Saturday, September 13, 2014

What is it Worth to You?

When I was first taking courses in Project Management, one of the classes I had signed up for was one on Ethics. After class one day, I asked the instructor: “Can you ever be considered really ethical if you’re not willing to risk your job, and maybe the rest of your working life?” What followed was an uncomfortable silence and an unspoken agreement. We both knew that the answer was, quite likely: “No.” But we also both knew that it was, quite likely, an untenable trade-off.
Expedience
I was reminded of my earlier post while reading “Rape Culture in the Alaskan Wilderness” at The Atlantic. When I wrote it, I was commenting on the fact that accountability has costs for the person(s) who enforce it, and not just the person being held accountable. At the time, I noted that this created a rational incentive for us to avoid holding people accountable. When the costs of holding someone accountable for what we have defined as wrongdoing are greater than the cost of not doing so, it may simply be worthwhile to look the other way.

But in reading the Atlantic article, I realized that I'd left out a facet, one that I'd touched on in the excerpt that I quoted above. Courage.
Geneva’s father demanded that she change her speech for the second round, offering less detail, and less of her personal experience, because people would be jumping to conclusions, wondering who she meant when she said “it’s happening in his house, in her house, even in your own bed.” He feared her words could implicate him.
“Rape Culture in the Alaskan Wilderness”
This is not the only instance of a lack of “courage” in the article, but it was perhaps the first, and one that really stood out for me. As a species, we are not courageous unto death. If we were, there would likely be none of us left. And we understand that, and so we do not often demand it. But where before that is the line drawn? And is there even a line? If I make an ethical choice that turns out to result in perpetual unemployability, then what do I do? How do I support myself? If someone takes me in and gives me food, shelter and clothing, it is wise to bring my ethics with me?
For that reason, family members often blame the victims, or the friends of victims, who attempt to report a crime, out of fear of losing material support, or a vital link in a precarious web of familial structure.
In the end, whether it is rape, murder or simple theft, all crime culture stems from the want of a certain level of courage. The perpetrator lacks the courage to ask permission or do without, and the rest of us lack the courage to suffer the consequences of enforcing our own rules. It’s easy to become outraged when the consequences strike us as trivial. Watching football is enjoyable, certainly, but not so much so that we should condone domestic violence simply to watch one more faceless bruiser suit up. But what should we expect of people? Loss of their livelihoods? Their homes? Their families?

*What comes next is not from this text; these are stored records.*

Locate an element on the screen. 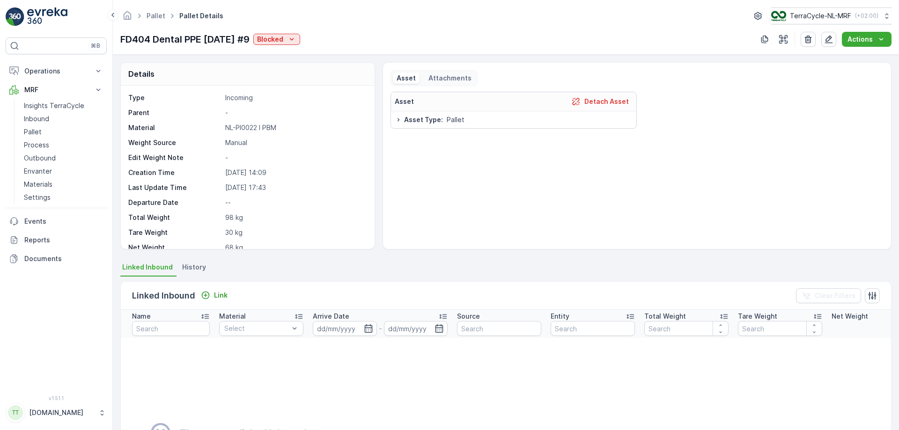  p: Incoming is located at coordinates (295, 98).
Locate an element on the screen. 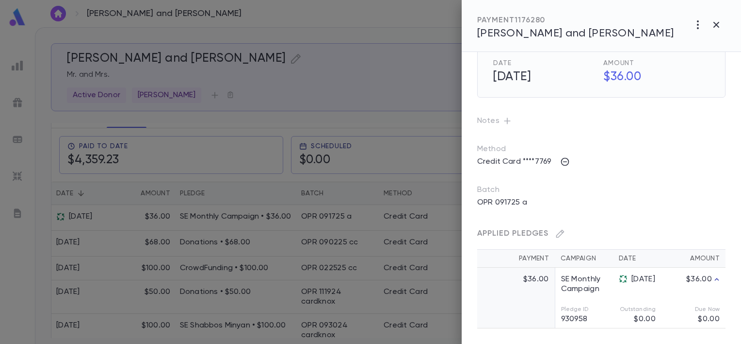 The width and height of the screenshot is (741, 344). th: Amount is located at coordinates (694, 258).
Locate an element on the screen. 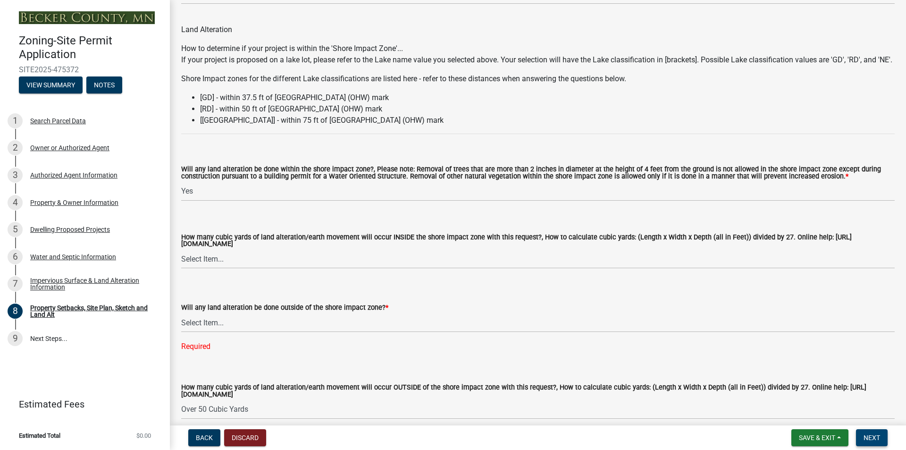 Image resolution: width=906 pixels, height=450 pixels. button: Back is located at coordinates (204, 437).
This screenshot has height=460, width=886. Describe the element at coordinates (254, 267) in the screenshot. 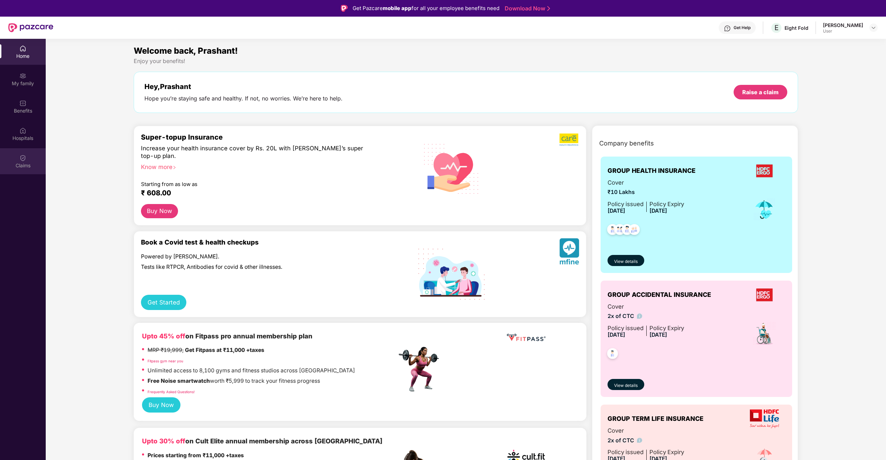

I see `div: Tests like RTPCR, Antibodies for covid & other illnesses.` at that location.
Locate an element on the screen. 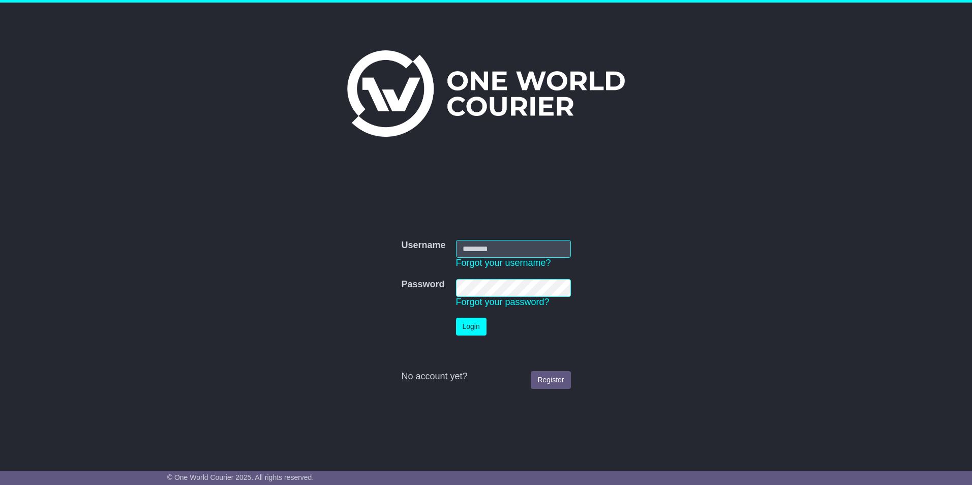  button: Login is located at coordinates (471, 326).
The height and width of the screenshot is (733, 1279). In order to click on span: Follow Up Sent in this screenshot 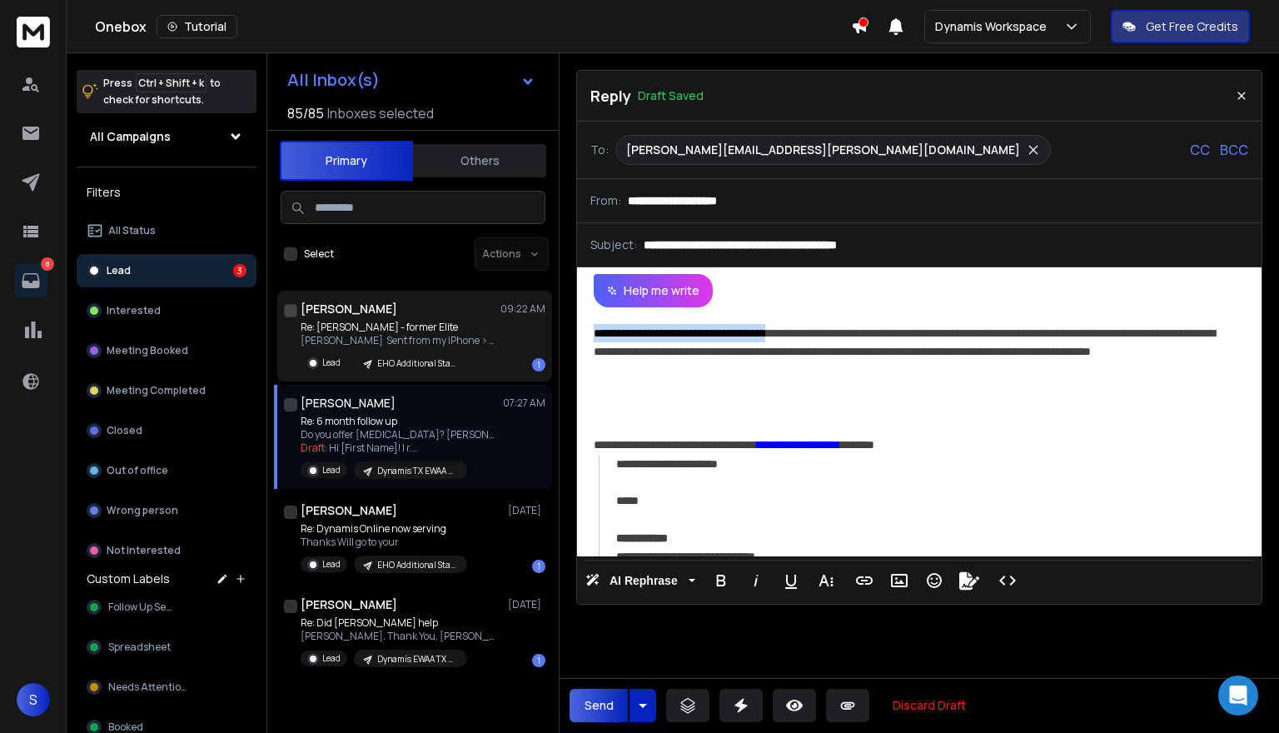, I will do `click(142, 607)`.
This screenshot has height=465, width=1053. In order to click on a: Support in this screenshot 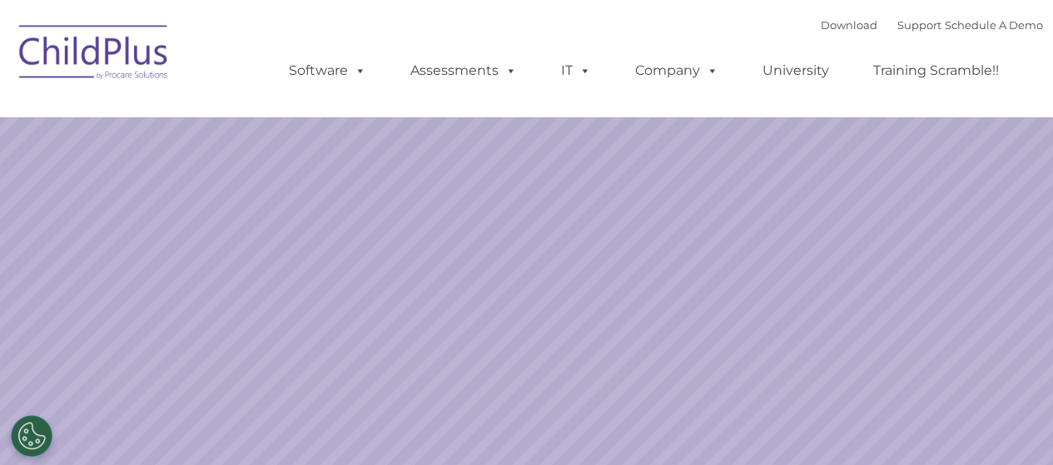, I will do `click(919, 25)`.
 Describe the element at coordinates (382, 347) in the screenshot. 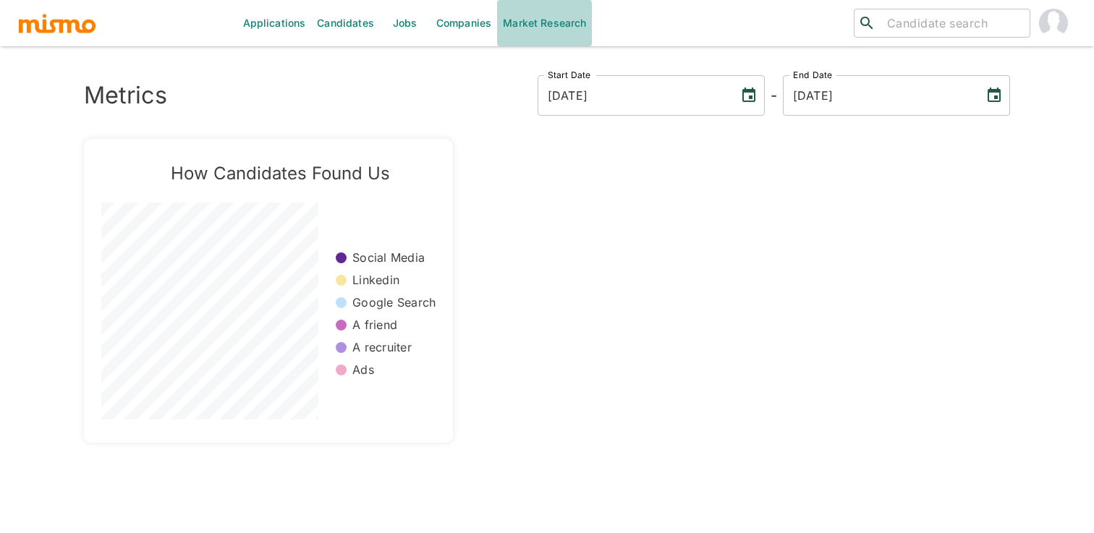

I see `p: A recruiter` at that location.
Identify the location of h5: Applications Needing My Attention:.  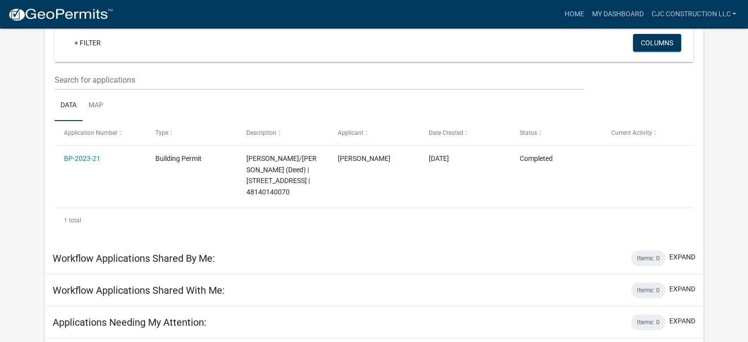
(129, 322).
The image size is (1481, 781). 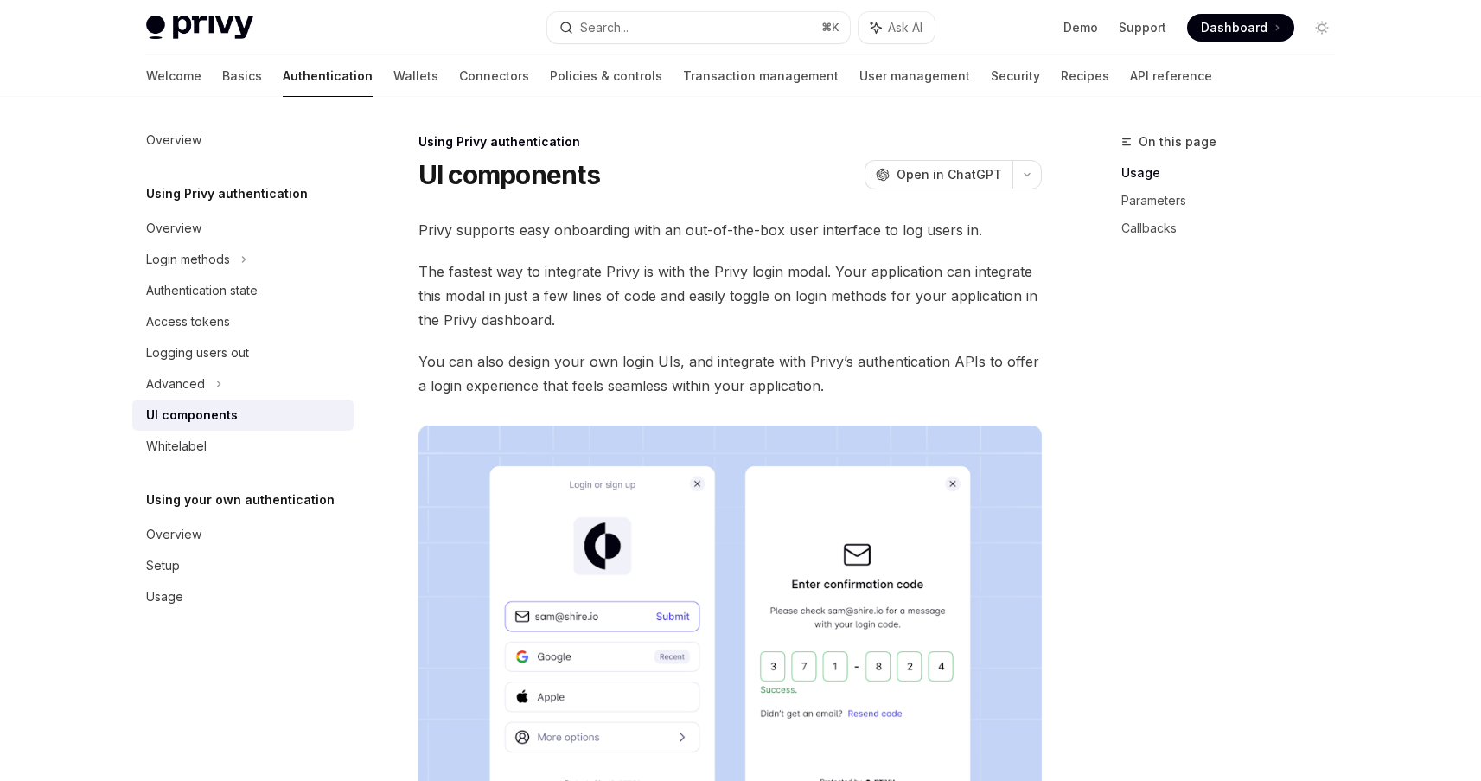 What do you see at coordinates (1170, 76) in the screenshot?
I see `a: API reference` at bounding box center [1170, 76].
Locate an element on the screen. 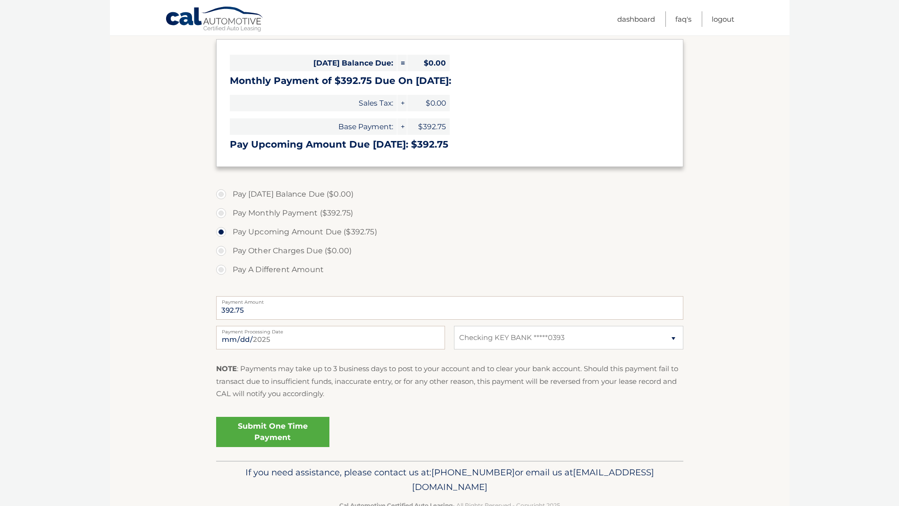 This screenshot has height=506, width=899. strong: NOTE is located at coordinates (226, 369).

There is more to courage than simply someone else standing up to things that we cast ourselves of unafraid of or have some confidence that we can overcome. In the end, courage requires a level of detachment from life that allows us to walk away from everything, even life itself, in the name of doing what we understand to be right, even if nothing comes of it but loss on our part. A friend of mine once remarked to me that “If you’re not willing to do whatever it takes to bring about what you believe in, I question your commitment to it.” By that standard, I am uncommitted, because I don’t know that I am ready to be destitute, utterly alone and/or dead in the name of enforcing my primary ethical conviction - that the costs of an action belong to the actor. As such, I am inclined to forgive Geneva’s father. He may be willing to have the message watered down and, in doing so, perhaps see others suffer sexual assault rather than be thought of as a sex offender himself, but his tolerance for risk is his own, and not subject to my approval.

There is a reason why our tolerance for risk is not infinite, regardless of what one thinks of its origins and utility. And, as our courage can never be absolute, despite the stories we tell ourselves, our ethics can never be so, either. And so, ethics become like everything else - worth only what we are willing to pay for them.